Dancing the Night Away
Thirty years ago at the first Cornerstone memorial I jumped up on stage at the Ranch Tavern while Lucky Pierre was playing, ripped off my t-shirt, and set it on fire.
The music stopped and two big guys yanked me off stage and threw me out the door into a 10-below snowy night.
This was two weeks after Cowboy Bob and I had smuggled about fifty snowballs into the Ranch and started a full-blown snowball fight, and my welcome was wearing thin. The owner came out to give me my coat so I wouldn’t freeze to death, and after a short heart-to-heart he let me back in.
This past Saturday some local musicians from that era got together and, calling themselves The Sons of 51, played a gig at a downtown restaurant. I strolled in wearing my Greasewood City Ramblers t-shirt with the vague notion of repeating the t-shirt ritual, but if I’d failed to get the message across thirty years earlier, I certainly wasn’t going to succeed now–the place was packed with well-dressed, gray-haired, stable people who since the Ranch burned down (I had nothing to do with it) had had a career and raised a family. Setting my t-shirt on fire in that atmosphere wouldn’t result in a heart-to-heart with the owner out in the parking lot, it would result in my arrest and having my name put on a pyromaniac’s watch list.
So, I kept my shirt on and danced. I danced until I was glistening with sweat, and when the whole thing shut down at the preposterously early hour of 11:30, I walked home, stripped down, and holding my t-shirt over the kitchen sink in the dark, set it on fire.
“Come on baby, let the good times roll,” I whispered to my reflection, wavering in orange flames in the glass of the window.
Then the fire went out and there was only darkness and the smell of the ashes of a time long gone.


ACTIVITY: Count, in the entries below, the lines in which "Details" occurs. Give the number, nothing more.

MATERIALS PROVIDED:
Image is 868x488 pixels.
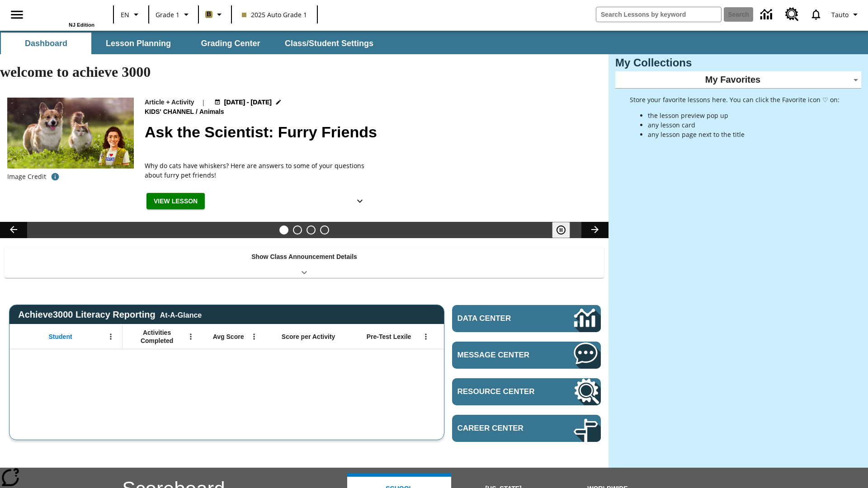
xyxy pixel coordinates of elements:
span: Achieve3000 Literacy Reporting [18,309,202,320]
span: Student [49,332,73,341]
button: Grading Center [185,32,276,54]
a: Data Center [452,304,601,332]
button: Open Menu [247,330,261,344]
h2: Ask the Scientist: Furry Friends [144,121,597,144]
img: Avatar of the scientist with a cat and dog standing in a grassy field in the background [7,98,134,169]
button: Grade: Grade 1, Select a grade [152,7,195,23]
li: any lesson page next to the title [648,130,840,139]
div: Pause [552,222,579,238]
a: Notifications [804,3,828,26]
div: Show Class Announcement Details [5,247,604,278]
span: B [206,9,211,20]
button: Slide 3 Pre-release lesson [306,226,315,235]
span: Activities Completed [127,328,187,345]
a: Resource Center, Will open in new tab [452,378,601,406]
span: Score per Activity [282,332,336,341]
div: Home [36,3,94,27]
button: Profile/Settings [828,7,864,23]
input: search field [596,7,721,22]
button: Lesson carousel, Next [581,222,609,238]
button: Pause [552,222,570,238]
li: any lesson card [648,120,840,130]
div: At-A-Glance [160,309,202,319]
span: EN [121,10,129,20]
button: Dashboard [1,32,91,54]
a: Career Center [452,415,601,442]
span: Avg Score [213,332,244,341]
button: Slide 2 Cars of the Future? [293,226,302,235]
div: My Favorites [615,72,861,88]
p: Show Class Announcement Details [251,252,357,262]
div: Why do cats have whiskers? Here are answers to some of your questions about furry pet friends! [144,161,371,180]
button: Open Menu [419,330,433,344]
button: Slide 1 Ask the Scientist: Furry Friends [280,226,289,235]
span: / [196,108,197,115]
span: Pre-Test Lexile [367,332,411,341]
button: Open Menu [184,330,197,344]
a: Data Center [755,2,780,27]
span: 2025 Auto Grade 1 [242,10,307,20]
button: Show Details [351,192,369,210]
span: | [202,98,205,107]
a: Home [36,4,94,23]
span: Tauto [832,10,848,20]
a: Resource Center, Will open in new tab [780,2,804,27]
span: Grade 1 [156,10,179,20]
span: Data Center [458,314,543,323]
button: Class/Student Settings [278,32,381,54]
button: Boost Class color is light brown. Change class color [202,7,228,23]
p: Image Credit [7,172,46,181]
button: Slide 4 Remembering Justice O'Connor [320,226,329,235]
span: Resource Center [458,387,547,396]
li: the lesson preview pop up [648,111,840,120]
button: Open side menu [4,1,30,28]
span: Animals [199,107,226,117]
span: [DATE] - [DATE] [224,98,272,107]
button: View Lesson [146,192,204,210]
span: NJ Edition [69,23,94,27]
button: Jul 11 - Oct 31 Choose Dates [212,98,284,107]
span: Career Center [458,424,547,433]
span: Message Center [458,351,547,359]
span: Kids' Channel [144,107,196,117]
button: Credit: background: Nataba/iStock/Getty Images Plus inset: Janos Jantner [46,169,64,185]
p: Article + Activity [144,98,194,107]
p: Store your favorite lessons here. You can click the Favorite icon ♡ on: [630,95,840,104]
h3: My Collections [615,57,861,69]
button: Lesson Planning [93,32,184,54]
button: Language: EN, Select a language [117,7,145,23]
button: Open Menu [104,330,117,344]
a: Message Center [452,342,601,369]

PROBLEM SOLUTION: 3